I thought of these words by Nietzsche when I recently came across an astonishing remark made by Henri Matisse, whose writings contain numerous references to his relationship with models: 'The naked body of a woman must awaken in you an emotion which you seek in turn to express [...] The presence of the model helps to keep me in a sort of flirtatious state which ends in rape.'

Now, before members of the #MeToo movement call for an immediate ban of his work, it should be noted that Matisse is not, of course, speaking literally and, indeed, he is not referring to the rape of the model. On the contrary, he seems to regard the creative process as involving a form of self-rape and speaks of how he is enslaved and ravished by the model upon whom he is absolutely dependent.

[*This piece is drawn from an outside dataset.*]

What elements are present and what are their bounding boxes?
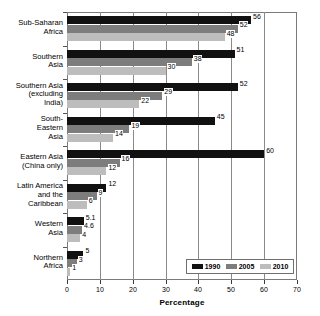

Interestingly, Delacroix also confessed that his beautiful young models robbed him of his vital energies (so much so, that he eventually resorted to working from nude photographs).  

Of course, feminist critics concerned with the imperialism of the male gaze and the power imbalance as it is conventionally understood to exist between (male) artist and (female) model, will probably find this disingenuous and be quick to dismiss it as such; isn't it merely another example of powerful men pretending that they - and not the women stripped bare - are really the victims as they hide behind their easels (or cameras), cock in hand à la Terry Richardson.    


See: Nietzsche, Thus Spoke Zarathustra, II. 37. 

It's important to note that Nietzsche is not simply advocating an active, practical existence over a life of contemplation. On the contrary, he insists that the true creator differs both from the actor and spectator in his possessesion of uniquely creative energy. See The Gay Science, IV. 301.